What needs to be done: Type out each entry exactly.
====== Extracted records ======
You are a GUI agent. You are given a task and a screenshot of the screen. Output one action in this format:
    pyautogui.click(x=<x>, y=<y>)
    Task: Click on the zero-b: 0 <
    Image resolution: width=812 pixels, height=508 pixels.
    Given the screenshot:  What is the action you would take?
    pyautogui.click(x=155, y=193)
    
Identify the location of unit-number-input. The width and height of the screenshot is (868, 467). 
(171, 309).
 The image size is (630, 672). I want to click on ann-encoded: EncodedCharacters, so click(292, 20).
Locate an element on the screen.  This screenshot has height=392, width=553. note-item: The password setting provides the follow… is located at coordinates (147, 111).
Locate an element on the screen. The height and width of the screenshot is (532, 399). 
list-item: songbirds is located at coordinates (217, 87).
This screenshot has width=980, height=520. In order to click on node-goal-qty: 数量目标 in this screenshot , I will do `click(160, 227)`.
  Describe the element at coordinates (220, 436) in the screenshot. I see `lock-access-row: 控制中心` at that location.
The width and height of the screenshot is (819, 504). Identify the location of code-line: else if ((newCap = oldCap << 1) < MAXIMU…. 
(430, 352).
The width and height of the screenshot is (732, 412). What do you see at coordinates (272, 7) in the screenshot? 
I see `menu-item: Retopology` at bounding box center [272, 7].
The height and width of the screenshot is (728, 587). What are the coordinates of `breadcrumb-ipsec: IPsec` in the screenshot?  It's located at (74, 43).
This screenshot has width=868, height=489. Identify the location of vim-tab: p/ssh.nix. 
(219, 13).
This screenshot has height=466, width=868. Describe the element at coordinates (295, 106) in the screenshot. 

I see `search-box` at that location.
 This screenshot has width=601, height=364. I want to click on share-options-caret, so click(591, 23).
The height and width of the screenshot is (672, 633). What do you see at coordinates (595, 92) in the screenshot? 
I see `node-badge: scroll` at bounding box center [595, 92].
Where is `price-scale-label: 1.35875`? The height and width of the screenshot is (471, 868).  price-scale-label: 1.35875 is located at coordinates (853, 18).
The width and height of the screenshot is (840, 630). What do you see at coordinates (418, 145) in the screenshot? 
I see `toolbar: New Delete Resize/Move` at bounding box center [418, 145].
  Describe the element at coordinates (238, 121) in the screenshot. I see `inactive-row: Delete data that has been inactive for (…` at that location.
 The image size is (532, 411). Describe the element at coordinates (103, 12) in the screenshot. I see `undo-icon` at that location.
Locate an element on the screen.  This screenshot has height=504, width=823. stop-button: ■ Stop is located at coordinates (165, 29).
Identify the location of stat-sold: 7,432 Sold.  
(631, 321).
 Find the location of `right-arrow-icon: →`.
======
Answer for the task:
You are a GUI agent. You are given a task and a screenshot of the screen. Output one action in this format:
    pyautogui.click(x=<x>, y=<y>)
    Task: Click on the zero-b: 0 <
    Image resolution: width=812 pixels, height=508 pixels.
    Given the screenshot:  What is the action you would take?
    pyautogui.click(x=155, y=193)
    
Identify the location of unit-number-input. The width and height of the screenshot is (868, 467). 
(171, 309).
 The image size is (630, 672). I want to click on ann-encoded: EncodedCharacters, so click(292, 20).
Locate an element on the screen.  This screenshot has height=392, width=553. note-item: The password setting provides the follow… is located at coordinates (147, 111).
Locate an element on the screen. The height and width of the screenshot is (532, 399). 
list-item: songbirds is located at coordinates (217, 87).
This screenshot has width=980, height=520. In order to click on node-goal-qty: 数量目标 in this screenshot , I will do `click(160, 227)`.
  Describe the element at coordinates (220, 436) in the screenshot. I see `lock-access-row: 控制中心` at that location.
The width and height of the screenshot is (819, 504). Identify the location of code-line: else if ((newCap = oldCap << 1) < MAXIMU…. 
(430, 352).
The width and height of the screenshot is (732, 412). What do you see at coordinates (272, 7) in the screenshot? 
I see `menu-item: Retopology` at bounding box center [272, 7].
The height and width of the screenshot is (728, 587). What are the coordinates of `breadcrumb-ipsec: IPsec` in the screenshot?  It's located at (74, 43).
This screenshot has width=868, height=489. Identify the location of vim-tab: p/ssh.nix. 
(219, 13).
This screenshot has height=466, width=868. Describe the element at coordinates (295, 106) in the screenshot. 

I see `search-box` at that location.
 This screenshot has width=601, height=364. I want to click on share-options-caret, so click(591, 23).
The height and width of the screenshot is (672, 633). What do you see at coordinates (595, 92) in the screenshot? 
I see `node-badge: scroll` at bounding box center [595, 92].
Where is `price-scale-label: 1.35875`? The height and width of the screenshot is (471, 868).  price-scale-label: 1.35875 is located at coordinates (853, 18).
The width and height of the screenshot is (840, 630). What do you see at coordinates (418, 145) in the screenshot? 
I see `toolbar: New Delete Resize/Move` at bounding box center [418, 145].
  Describe the element at coordinates (238, 121) in the screenshot. I see `inactive-row: Delete data that has been inactive for (…` at that location.
 The image size is (532, 411). Describe the element at coordinates (103, 12) in the screenshot. I see `undo-icon` at that location.
Locate an element on the screen.  This screenshot has height=504, width=823. stop-button: ■ Stop is located at coordinates (165, 29).
Identify the location of stat-sold: 7,432 Sold.  
(631, 321).
 Find the location of `right-arrow-icon: →`.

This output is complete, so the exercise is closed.